Ahh, the wonderous diversity of a technical mailing list. On one hand,
you've got people complaining that a simple protocol like IKE-Config is too
risky simply because it adds complexity to your state machine (even though
there are no real plausible attacks). And now you've got people arguing that
Kb expiry of an IKE SA is useless simply because the attacks (which are easy
to envision) are too esoteric.

We're in the security business. We're supposed to be (at least a little bit)
paranoid. If people didn't care about identity protection then why would
they be using main mode?
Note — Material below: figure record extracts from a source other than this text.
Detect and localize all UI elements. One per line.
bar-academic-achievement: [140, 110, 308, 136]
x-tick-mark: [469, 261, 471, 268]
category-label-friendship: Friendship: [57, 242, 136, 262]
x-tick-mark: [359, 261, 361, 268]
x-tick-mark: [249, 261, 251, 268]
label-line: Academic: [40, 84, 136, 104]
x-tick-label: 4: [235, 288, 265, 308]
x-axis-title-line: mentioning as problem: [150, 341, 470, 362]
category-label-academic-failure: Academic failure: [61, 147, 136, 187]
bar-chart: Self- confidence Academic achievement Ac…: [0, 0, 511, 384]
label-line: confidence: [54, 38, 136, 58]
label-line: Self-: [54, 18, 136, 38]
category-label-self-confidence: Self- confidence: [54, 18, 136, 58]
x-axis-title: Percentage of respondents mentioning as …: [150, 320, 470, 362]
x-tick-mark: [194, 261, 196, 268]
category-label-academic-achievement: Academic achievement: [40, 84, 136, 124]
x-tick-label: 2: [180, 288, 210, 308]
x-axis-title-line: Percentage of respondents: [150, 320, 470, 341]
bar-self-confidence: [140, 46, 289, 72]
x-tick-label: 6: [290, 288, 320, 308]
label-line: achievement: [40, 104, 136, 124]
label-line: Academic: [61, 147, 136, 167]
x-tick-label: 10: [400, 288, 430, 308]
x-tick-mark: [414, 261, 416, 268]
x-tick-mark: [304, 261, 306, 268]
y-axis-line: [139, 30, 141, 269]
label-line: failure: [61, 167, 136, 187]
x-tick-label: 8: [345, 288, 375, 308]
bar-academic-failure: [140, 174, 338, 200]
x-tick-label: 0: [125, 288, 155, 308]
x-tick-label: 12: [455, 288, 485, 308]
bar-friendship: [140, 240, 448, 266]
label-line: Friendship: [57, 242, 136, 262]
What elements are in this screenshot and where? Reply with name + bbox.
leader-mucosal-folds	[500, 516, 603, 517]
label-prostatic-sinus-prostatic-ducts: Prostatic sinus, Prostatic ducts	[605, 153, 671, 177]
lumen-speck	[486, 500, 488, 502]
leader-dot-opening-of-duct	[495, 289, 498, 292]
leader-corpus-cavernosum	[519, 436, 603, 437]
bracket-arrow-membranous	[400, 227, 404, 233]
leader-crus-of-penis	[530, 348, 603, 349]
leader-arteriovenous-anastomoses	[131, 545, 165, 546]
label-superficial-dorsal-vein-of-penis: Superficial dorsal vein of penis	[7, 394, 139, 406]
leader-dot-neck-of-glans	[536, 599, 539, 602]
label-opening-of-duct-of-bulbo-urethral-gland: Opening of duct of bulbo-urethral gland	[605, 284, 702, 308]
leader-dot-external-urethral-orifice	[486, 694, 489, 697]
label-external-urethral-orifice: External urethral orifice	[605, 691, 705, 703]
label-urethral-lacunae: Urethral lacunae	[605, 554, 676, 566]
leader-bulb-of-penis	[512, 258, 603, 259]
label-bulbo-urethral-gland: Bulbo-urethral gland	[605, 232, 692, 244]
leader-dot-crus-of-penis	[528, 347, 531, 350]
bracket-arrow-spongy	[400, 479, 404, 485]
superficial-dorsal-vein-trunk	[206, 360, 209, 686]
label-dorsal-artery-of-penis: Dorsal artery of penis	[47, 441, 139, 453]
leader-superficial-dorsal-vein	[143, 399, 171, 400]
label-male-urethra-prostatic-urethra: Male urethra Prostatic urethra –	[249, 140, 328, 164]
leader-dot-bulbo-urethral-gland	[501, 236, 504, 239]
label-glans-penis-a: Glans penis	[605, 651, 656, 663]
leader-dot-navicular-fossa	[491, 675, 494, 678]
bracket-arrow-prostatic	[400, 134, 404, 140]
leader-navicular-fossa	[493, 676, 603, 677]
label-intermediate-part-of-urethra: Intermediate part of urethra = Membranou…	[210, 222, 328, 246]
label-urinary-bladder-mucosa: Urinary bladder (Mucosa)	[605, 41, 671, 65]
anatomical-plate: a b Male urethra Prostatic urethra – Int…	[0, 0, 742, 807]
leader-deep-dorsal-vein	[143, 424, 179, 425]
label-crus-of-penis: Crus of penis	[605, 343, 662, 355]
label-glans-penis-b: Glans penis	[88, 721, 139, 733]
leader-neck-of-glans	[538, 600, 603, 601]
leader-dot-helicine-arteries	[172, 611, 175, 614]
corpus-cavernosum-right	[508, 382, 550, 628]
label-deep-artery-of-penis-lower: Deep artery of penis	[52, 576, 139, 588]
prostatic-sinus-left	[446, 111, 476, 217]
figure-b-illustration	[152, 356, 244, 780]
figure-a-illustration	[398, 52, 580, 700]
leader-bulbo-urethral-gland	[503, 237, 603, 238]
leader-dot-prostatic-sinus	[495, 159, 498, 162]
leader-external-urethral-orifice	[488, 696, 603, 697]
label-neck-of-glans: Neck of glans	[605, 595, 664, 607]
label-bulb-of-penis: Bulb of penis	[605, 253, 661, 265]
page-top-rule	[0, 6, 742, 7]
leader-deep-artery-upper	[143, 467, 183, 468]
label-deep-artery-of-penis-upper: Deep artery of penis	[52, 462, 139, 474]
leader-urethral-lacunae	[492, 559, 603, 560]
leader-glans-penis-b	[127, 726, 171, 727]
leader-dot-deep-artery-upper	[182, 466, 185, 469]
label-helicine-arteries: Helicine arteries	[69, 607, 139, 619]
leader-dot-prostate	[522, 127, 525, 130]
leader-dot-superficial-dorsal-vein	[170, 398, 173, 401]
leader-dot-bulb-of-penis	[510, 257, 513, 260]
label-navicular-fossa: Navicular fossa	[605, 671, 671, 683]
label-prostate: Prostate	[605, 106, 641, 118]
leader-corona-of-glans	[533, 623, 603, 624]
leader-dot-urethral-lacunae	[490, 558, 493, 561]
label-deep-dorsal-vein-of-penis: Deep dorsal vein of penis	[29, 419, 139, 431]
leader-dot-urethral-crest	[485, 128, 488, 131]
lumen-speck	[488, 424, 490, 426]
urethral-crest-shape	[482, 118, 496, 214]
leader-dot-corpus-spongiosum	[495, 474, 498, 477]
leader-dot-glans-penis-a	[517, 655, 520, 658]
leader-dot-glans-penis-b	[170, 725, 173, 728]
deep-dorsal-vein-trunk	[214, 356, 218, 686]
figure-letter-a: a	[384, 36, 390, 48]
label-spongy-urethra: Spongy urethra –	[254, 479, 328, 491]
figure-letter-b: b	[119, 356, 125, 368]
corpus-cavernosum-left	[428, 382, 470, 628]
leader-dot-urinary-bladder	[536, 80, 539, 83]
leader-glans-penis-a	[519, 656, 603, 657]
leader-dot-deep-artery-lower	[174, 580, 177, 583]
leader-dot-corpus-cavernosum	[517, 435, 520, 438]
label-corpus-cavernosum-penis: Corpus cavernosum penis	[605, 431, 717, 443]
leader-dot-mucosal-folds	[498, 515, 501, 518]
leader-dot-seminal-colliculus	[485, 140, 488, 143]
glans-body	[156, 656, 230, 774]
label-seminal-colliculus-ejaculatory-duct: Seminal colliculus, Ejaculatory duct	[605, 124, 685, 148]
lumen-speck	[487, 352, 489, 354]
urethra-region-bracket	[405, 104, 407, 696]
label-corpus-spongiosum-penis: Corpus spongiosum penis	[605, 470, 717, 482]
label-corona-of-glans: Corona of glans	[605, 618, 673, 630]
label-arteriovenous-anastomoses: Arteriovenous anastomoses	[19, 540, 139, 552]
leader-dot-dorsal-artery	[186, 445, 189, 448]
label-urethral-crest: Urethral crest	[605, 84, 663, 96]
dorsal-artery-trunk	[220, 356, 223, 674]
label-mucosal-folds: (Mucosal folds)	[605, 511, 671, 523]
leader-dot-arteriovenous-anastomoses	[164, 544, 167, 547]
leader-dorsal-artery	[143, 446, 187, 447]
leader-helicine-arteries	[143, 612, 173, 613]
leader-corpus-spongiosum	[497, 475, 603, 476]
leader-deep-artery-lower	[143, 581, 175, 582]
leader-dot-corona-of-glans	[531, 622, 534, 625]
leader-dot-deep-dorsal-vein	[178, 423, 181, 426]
Organizations like the military collect and analyze
statistical data such as who is talking to who.

Deprecating features (especially a locally enforced feature like this one),
simply because a few parties can't see any use for thm, isn't what a
standards-determining organization is supposed to be about. Our customers
expect us to be forward-thinking; if we don't plan for an attack, simply
because we can't think of how to exploit it off the top of our heads, then
how can we be forward-thinking?

As for what happens when you run out of Kb in the middle of an exchange,
what would you do if your time-based lifetime expired in the middle of an
exchange? Or what if you ran out of Kb in the middle of encypting an IPSec
packet? Simple: you drop the packet and next time you set your rekeying
window to be a little wider.

Andrew
_______________________________________________
 Beauty without truth is insubstantial.
 Truth without beauty is unbearable.


> -----Original Message-----
> From: Dan Harkins [mailto:dharkins@network-alchemy.com]
> Sent: Thursday, August 05, 1999 3:07 PM
> To: Tim Jenkins
> Cc: ipsec@lists.tislabs.com
> Subject: Re: Retransmits in traffic count? 
> 

> > The only difficulty that I can see with phase 1 SA traffic 
> lifetimes is what
> > to do if it expires in the middle of an exchange.
> 
> Yes, that's a problem. The whole concept is a problem. A way 
> to solve this
> problem is to do away with it. It just doesn't make sense to limit the
> life of an IKE SA by traffic. It's low volume, (relatively) 
> uninteresting 
> traffic. An attacker would learn the identities of the 
> parties involved in
> the IPSec communication and learn the attributes (but not the 
> key!) of the 
> IPSec SA. It would not provide any insight into what was 
> being protected
> by IPSec, which is the real target of any attack. Attacking 
> IKE in this
> manner would be a waste of time. I don't see it happening.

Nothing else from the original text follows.